Tom now held him helpless, kneeling on him.
“What were you trying to fish out of that jacket pocket?” demanded the young motor boat captain, thrusting his own hand in. He drew out something and held it up briefly—a clasp knife.
“A coward’s tool!” uttered Tom, his voice ringing scornfully. Then he threw the clasp knife far out so that it splashed in the water. “Why don’t you cultivate a man’s muscle and fight like a man, instead of toting around things like that? Come, get up on your feet.”
Bounding up, Halstead yanked the other upright. In a twinkling the swarthy man broke from him, sprinting off the pier.
“You haven’t learned to run right, either,” grinned Halstead, dashing after the “pirate” and gripping a hand in his collar.
That brought them facing each other again. How the swarthy one glared at his resolute young captor! They were about of a height, these two, and might have weighed about the same. But the man possessed nowhere near the strength of this sea-toughened boy.
“Now see here,” spoke Tom more pleasantly, “I’m doing what I think is right or I wouldn’t venture to be so rough. Walk along with me sensibly, until we can find out where a constable lives. I’ve got the best of you and you realize I can do it again. But I don’t want to be rough with you. It goes against the grain.”
The swarthy one’s only answer was to glare at the young skipper with a look full of hate.
Tom suddenly changed his tone.
“I know what you’re thinking of, my man,” he cried tauntingly. “You are just thinking to yourself what a fine time you’d have with me if you had me down in Honduras—where your friends do things in a different way!”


What is required: The answer must consist solely of the lines from the line with "What elements are present" to the final line of the data below, reproduced exactly, pictures omitted.

Data to examine:
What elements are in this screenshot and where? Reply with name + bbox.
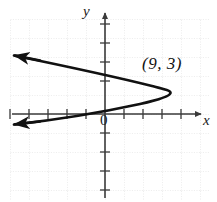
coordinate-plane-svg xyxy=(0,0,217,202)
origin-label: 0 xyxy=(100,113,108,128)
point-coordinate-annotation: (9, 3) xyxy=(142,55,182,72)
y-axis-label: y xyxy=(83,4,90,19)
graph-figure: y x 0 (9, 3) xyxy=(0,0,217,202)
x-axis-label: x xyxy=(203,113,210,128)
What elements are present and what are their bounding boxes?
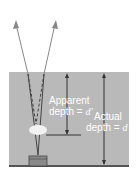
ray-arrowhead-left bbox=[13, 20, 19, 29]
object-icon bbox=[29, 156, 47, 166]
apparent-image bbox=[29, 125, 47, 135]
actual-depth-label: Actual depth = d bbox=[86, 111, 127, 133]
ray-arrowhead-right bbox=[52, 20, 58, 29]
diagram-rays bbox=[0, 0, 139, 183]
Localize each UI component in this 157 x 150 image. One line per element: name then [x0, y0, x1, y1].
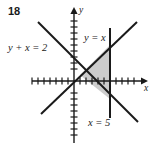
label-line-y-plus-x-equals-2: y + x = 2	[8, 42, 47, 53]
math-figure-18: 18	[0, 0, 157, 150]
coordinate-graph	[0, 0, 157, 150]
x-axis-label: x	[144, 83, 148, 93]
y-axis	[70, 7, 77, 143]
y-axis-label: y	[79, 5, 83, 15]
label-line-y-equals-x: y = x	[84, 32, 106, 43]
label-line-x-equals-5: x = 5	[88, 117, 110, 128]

Solution below:
What elements are present and what are their bounding boxes?
ray-arrowhead-left bbox=[13, 20, 19, 29]
object-icon bbox=[29, 156, 47, 166]
apparent-image bbox=[29, 125, 47, 135]
actual-depth-label: Actual depth = d bbox=[86, 111, 127, 133]
ray-arrowhead-right bbox=[52, 20, 58, 29]
diagram-rays bbox=[0, 0, 139, 183]
Localize each UI component in this 157 x 150 image. One line per element: name then [x0, y0, x1, y1].
label-line-y-plus-x-equals-2: y + x = 2	[8, 42, 47, 53]
math-figure-18: 18	[0, 0, 157, 150]
coordinate-graph	[0, 0, 157, 150]
x-axis-label: x	[144, 83, 148, 93]
y-axis	[70, 7, 77, 143]
y-axis-label: y	[79, 5, 83, 15]
label-line-y-equals-x: y = x	[84, 32, 106, 43]
label-line-x-equals-5: x = 5	[88, 117, 110, 128]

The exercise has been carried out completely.